**TASK**
Retype precisely the section of the data that starts at the line containing "What are the" and runs to its final line, ends included.

━━ MATERIAL FOR THE TASK

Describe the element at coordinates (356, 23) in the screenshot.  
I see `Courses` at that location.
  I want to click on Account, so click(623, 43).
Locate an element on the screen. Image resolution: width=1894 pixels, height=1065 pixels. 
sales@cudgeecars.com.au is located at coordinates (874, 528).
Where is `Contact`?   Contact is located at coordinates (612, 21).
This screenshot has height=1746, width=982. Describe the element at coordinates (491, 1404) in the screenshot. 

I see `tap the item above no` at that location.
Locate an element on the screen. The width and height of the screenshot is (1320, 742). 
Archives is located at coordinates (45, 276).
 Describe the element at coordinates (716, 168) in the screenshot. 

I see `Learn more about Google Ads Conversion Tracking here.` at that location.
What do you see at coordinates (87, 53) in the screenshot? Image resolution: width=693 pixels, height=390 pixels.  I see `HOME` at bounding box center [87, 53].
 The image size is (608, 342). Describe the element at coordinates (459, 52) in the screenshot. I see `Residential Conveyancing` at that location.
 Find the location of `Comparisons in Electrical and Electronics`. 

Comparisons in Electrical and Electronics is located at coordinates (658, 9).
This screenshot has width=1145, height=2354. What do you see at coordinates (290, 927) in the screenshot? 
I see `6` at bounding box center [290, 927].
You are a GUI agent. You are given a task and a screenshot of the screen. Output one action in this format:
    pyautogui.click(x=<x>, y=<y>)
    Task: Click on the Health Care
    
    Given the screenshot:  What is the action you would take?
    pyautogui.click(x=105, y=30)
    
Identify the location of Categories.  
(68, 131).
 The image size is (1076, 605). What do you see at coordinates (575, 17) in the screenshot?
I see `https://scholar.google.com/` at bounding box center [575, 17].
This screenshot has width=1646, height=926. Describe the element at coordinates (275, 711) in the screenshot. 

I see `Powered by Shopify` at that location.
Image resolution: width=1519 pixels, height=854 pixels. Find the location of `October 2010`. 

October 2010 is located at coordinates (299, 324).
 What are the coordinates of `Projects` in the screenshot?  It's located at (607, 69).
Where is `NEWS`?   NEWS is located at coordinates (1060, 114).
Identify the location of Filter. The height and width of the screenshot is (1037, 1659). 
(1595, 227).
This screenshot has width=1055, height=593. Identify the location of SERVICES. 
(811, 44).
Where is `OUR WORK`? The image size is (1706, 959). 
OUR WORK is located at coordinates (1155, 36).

━━━━

**YOUR RESPONSE**
 What are the coordinates of `Projects` in the screenshot?  It's located at (607, 69).
Where is `NEWS`?   NEWS is located at coordinates (1060, 114).
Identify the location of Filter. The height and width of the screenshot is (1037, 1659). 
(1595, 227).
This screenshot has width=1055, height=593. Identify the location of SERVICES. 
(811, 44).
Where is `OUR WORK`? The image size is (1706, 959). 
OUR WORK is located at coordinates (1155, 36).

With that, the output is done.